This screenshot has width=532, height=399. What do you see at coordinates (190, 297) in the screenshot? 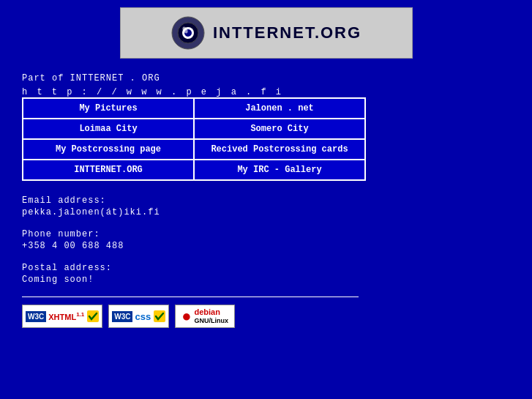
I see `divider` at bounding box center [190, 297].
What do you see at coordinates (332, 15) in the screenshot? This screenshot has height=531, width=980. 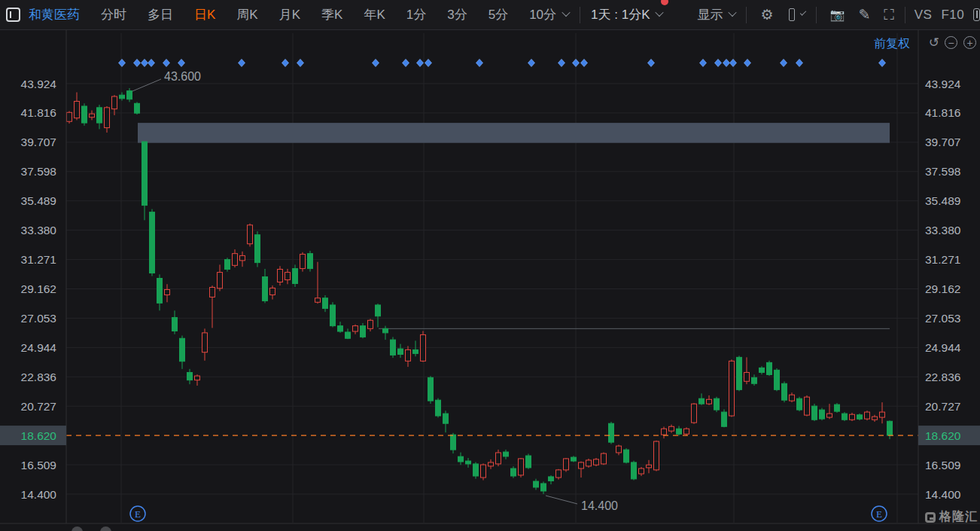 I see `tab-季K: 季K` at bounding box center [332, 15].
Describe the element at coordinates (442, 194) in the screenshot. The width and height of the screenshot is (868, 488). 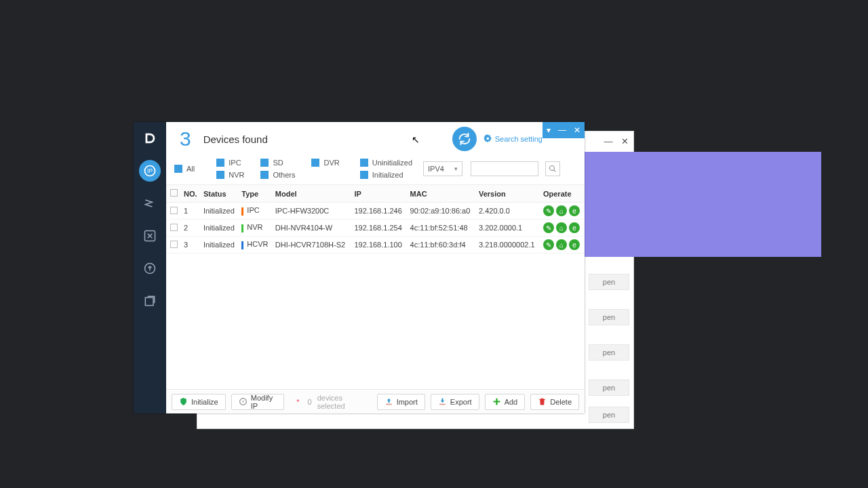
I see `col-mac: MAC` at that location.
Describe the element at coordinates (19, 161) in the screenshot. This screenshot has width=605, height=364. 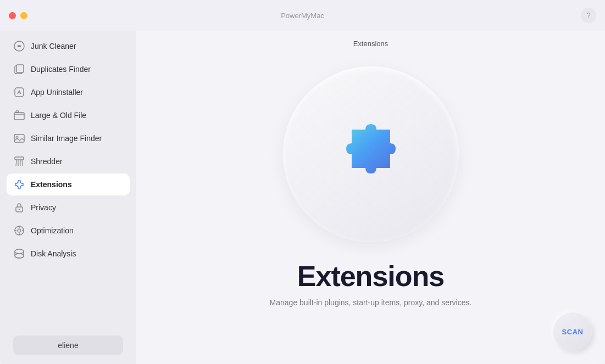
I see `shredder-icon` at that location.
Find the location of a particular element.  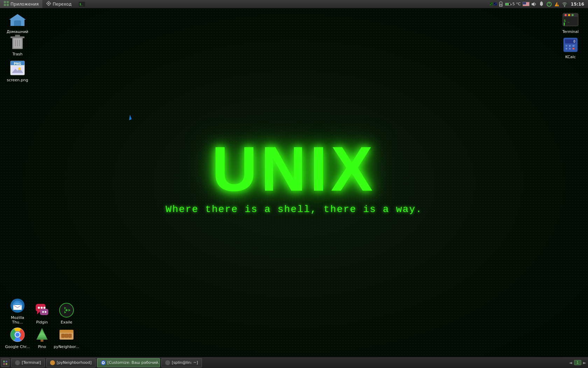

customize-taskbar-btn: [Customize: Ваш рабочий... is located at coordinates (128, 363).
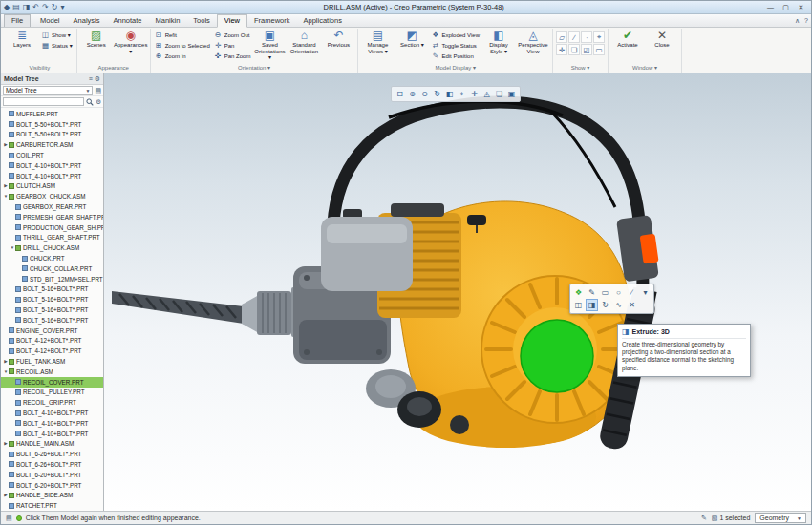 This screenshot has width=812, height=525. Describe the element at coordinates (424, 94) in the screenshot. I see `zoom-out-icon: ⊖` at that location.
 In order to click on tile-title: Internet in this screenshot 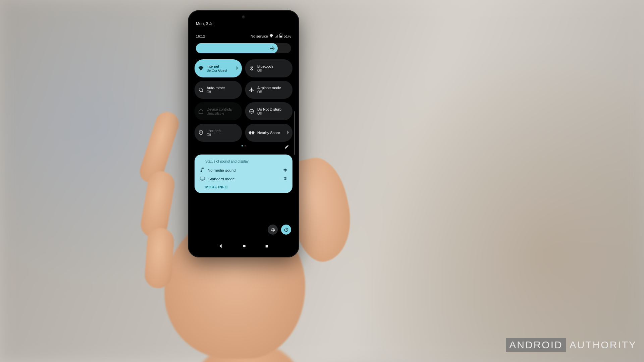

■ WHAT YOU HAVE TO DO ■
In the records, the line containing "Find the location of a particular element." starts the span and the final line ends it. Output exactly that span, both ends included, with no pictures and nothing else.

■ EXERCISE OUTPUT ■
Find the location of a particular element.  

customize-taskbar-btn: [Customize: Ваш рабочий... is located at coordinates (128, 363).
 This screenshot has width=812, height=525. Describe the element at coordinates (424, 94) in the screenshot. I see `zoom-out-icon: ⊖` at that location.
 In order to click on tile-title: Internet in this screenshot 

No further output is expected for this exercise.